Brussels shooter's Syrian past sets off alarm bells in Europe

Mathieu Rabechault, Anne Le Coz

Jewish Museum in Brussels

PARIS, Mathieu Rabechault, Anne Le Coz- Revelations that the suspected gunman in the deadly shooting at the Jewish Museum in Brussels had also served as a captor and torturer in Syria shows Europe's vulnerability to terror attacks, experts say.
Mehdi Nemmouche, who was extradited to Belgium over the May 24 shooting which killed four people, was identified this weekend by a French journalist as being among his Islamic extremist captors in Syria.

Writing on the website of his former employer Le Point magazine, Nicolas Henin said the 29-year-old was his feared and violent jailer between July and December 2013.
The claim immediately set off alarm bells in Europe.
"This is the first successful terrorist act on European soil linked to Syrian networks," said terrorism expert Jean-Charles Brisard.
Hundreds of others like Nemmouche, a Frenchman of Algerian descent, have returned to Europe as battle-hardened veterans with a capacity to sow terror and create havoc.
"It's a mass phenomenon which is increasingly growing," said Louis Caprioli, who headed the anti-terror wing of France's domestic intelligence agency between 1998 and 2004
British Prime Minister David Cameron has said at least 500 people from Britain have gone to Syria and Iraq to wage jihad of whom about 250 have returned.
In France, about 950 people are thought to fight or have fought in Syria, returned or in the process of going there.
Brisard, who puts the number of Europeans who have fought in Iraq and Syria or are still fighting there at about 3,200, says Europe is ripe for fresh terror attacks.
"The secret services know it is just a question of time," he said, a view echoed by US terrorism expert Matthew Olsen, who says the threat for Europe is "relatively immediate."
French journalist Henin, one of a group of four journalist hostages freed in April, said Nemmouche was a dreaded figure.
"When Nemmouche was not singing, he was torturing," wrote Henin in an article published on Saturday.
"He was part of a small group of Frenchmen whose visits would terrify the 50-odd Syrian prisoners held in the cells nearby."
"Every night the blows would start raining down in the room, where I was also interrogated. The torture lasted all night, until dawn prayers."
Interior Minister Bernard Cazeneuve confirmed that French intelligence services had "transferred elements to the judiciary that suggest (Nemmouche) may have been the jailer of our hostages," following a report in Le Monde newspaper.
- Europe ripe for attacks -
Le Point said that Henin had kept quiet on Nemmouche's role in his detention to protect the Western hostages still being held by Islamic State militants, but decided to speak out following Le Monde's report.
Nemmouche is slated to appear on September 12 before a Brussels judge who will decide whether to extend his preventive detention.
The attack in broad daylight left an Israeli couple, a Frenchwoman and a Belgian man dead, and raised fears of more terror attacks.
Nemmouche was arrested in the southern French city of Marseille days afterwards.
He has been sentenced seven times in France, including for armed robbery, and has spent seven years in jail, where he was found proselytising Islam.
Governments say hundreds of Westerners have joined extremist groups in Syria.
Two American journalists, James Foley and Stephen Sotloff -- with whom Henin said he was kept for a period -- were videotaped being beheaded by a militant who spoke on camera with a British accent.
Experts said European governments were ill-equipped to deal with this threat.
"Twenty-four hour surveillance on a sole suspect who uses three or four different telephone numbers, that's already the work of 30 policemen. How does one manage?" said an expert speaking on condition of anonymity.
Brisard added: "We know from past experience in Afghanistan and Chechnya that one person out of nine returning from these zones is engaged in violent or terrorist acts."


# ASSIGNMENT
At the line containing "What region is person in?", begin retyping, and stop after the last line of the data; add nothing.
++++ RECORDS PROVIDED ++++
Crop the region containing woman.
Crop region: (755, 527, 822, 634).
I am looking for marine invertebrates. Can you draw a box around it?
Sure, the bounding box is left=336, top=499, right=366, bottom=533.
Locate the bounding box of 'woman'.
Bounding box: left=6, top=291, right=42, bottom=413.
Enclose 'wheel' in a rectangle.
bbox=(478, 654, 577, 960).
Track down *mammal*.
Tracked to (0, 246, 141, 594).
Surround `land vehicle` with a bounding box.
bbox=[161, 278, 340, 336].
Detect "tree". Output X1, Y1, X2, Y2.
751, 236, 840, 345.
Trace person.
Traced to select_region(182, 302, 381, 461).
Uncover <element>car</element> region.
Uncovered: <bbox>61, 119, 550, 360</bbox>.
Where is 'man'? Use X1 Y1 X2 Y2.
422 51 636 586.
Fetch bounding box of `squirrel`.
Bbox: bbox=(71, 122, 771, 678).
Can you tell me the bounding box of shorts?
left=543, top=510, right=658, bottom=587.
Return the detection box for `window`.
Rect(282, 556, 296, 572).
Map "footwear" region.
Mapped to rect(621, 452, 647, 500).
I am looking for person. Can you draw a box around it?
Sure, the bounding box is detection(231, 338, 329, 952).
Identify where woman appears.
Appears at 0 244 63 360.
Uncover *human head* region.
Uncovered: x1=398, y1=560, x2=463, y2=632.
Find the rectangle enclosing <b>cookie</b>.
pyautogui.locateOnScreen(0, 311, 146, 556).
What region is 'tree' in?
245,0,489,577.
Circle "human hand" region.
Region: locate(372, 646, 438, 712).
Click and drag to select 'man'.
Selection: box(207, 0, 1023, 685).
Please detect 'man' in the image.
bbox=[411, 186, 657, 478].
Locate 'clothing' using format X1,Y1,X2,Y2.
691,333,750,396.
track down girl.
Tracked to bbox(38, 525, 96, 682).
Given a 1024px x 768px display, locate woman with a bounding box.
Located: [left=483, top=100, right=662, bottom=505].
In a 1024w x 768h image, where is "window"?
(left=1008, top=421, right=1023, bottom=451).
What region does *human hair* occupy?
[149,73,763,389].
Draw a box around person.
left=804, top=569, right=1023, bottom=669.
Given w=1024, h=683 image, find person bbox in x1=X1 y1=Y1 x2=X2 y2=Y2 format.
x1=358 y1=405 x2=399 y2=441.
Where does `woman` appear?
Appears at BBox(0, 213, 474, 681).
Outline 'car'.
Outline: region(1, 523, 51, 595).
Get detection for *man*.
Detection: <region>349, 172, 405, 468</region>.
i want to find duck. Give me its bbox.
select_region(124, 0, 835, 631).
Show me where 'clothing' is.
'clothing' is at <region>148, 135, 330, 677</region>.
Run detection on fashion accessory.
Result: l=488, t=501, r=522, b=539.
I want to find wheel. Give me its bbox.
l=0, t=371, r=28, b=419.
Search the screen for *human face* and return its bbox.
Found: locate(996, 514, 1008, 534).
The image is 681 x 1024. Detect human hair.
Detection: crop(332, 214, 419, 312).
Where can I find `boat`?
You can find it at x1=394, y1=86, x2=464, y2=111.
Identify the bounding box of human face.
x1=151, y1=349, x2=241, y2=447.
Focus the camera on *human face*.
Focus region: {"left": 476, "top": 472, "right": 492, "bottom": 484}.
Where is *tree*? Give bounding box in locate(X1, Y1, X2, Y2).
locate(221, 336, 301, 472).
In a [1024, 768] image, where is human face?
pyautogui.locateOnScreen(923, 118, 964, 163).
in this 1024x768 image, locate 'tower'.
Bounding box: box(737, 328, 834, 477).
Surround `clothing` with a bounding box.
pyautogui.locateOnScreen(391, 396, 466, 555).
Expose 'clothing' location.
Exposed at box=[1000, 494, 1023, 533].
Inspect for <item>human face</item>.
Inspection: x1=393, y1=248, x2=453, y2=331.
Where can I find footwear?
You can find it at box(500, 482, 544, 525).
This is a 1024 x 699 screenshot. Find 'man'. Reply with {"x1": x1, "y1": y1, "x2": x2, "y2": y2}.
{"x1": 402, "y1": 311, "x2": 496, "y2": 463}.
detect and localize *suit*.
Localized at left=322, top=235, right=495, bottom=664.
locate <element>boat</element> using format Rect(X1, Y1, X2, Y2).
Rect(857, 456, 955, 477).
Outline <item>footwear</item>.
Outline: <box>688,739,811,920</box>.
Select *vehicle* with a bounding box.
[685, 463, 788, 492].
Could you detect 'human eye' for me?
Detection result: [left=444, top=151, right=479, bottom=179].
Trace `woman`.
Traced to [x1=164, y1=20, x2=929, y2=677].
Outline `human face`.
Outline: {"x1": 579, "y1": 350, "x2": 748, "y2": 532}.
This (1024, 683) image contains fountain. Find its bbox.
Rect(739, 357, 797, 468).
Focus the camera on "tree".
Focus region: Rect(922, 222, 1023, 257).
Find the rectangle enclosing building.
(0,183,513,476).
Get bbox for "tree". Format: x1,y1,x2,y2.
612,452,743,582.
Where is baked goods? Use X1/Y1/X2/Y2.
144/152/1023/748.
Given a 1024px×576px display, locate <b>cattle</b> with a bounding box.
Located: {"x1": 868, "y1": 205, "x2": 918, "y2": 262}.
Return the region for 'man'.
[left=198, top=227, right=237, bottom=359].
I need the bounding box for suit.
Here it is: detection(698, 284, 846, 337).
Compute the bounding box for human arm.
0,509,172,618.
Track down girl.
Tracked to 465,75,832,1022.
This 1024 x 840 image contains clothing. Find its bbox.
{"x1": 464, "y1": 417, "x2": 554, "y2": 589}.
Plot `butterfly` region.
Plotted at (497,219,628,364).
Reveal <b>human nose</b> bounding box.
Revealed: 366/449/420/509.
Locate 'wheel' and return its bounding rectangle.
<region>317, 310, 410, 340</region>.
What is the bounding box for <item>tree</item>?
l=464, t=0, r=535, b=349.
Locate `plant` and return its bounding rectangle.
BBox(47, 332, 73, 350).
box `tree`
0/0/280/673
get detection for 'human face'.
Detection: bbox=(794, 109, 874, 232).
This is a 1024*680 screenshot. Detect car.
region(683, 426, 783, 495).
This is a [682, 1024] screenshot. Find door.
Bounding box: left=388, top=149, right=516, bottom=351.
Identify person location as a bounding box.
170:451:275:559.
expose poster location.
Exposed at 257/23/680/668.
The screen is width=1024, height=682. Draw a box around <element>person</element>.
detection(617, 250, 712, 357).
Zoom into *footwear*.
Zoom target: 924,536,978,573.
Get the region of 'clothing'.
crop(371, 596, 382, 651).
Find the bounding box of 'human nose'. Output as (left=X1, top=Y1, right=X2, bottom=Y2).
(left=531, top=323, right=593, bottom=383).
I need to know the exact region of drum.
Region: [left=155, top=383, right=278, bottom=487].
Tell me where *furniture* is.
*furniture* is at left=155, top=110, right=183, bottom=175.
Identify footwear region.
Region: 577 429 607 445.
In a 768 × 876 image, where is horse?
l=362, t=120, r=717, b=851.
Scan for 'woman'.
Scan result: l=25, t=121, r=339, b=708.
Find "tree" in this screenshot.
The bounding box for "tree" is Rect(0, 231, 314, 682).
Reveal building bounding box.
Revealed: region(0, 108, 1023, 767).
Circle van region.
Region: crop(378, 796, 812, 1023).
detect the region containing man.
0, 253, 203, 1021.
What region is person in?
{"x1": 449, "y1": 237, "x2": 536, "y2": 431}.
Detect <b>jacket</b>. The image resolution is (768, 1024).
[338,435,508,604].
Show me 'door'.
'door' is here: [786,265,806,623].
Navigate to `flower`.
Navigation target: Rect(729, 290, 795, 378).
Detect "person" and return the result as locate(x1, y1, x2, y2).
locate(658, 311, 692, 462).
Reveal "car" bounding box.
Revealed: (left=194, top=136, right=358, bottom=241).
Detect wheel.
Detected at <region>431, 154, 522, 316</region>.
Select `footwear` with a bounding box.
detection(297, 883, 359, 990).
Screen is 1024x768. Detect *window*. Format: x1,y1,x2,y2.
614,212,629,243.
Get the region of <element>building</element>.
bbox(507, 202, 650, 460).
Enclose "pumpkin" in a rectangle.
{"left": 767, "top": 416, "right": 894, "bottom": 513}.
++++
# YOUR SOLUTION
What region is person in?
{"x1": 449, "y1": 237, "x2": 536, "y2": 431}.
Detect <b>jacket</b>. The image resolution is (768, 1024).
[338,435,508,604].
Show me 'door'.
'door' is here: [786,265,806,623].
Navigate to `flower`.
Navigation target: Rect(729, 290, 795, 378).
Detect "person" and return the result as locate(x1, y1, x2, y2).
locate(658, 311, 692, 462).
Reveal "car" bounding box.
Revealed: (left=194, top=136, right=358, bottom=241).
Detect wheel.
Detected at <region>431, 154, 522, 316</region>.
Select `footwear` with a bounding box.
detection(297, 883, 359, 990).
Screen is 1024x768. Detect *window*. Format: x1,y1,x2,y2.
614,212,629,243.
Get the region of <element>building</element>.
bbox(507, 202, 650, 460).
Enclose "pumpkin" in a rectangle.
{"left": 767, "top": 416, "right": 894, "bottom": 513}.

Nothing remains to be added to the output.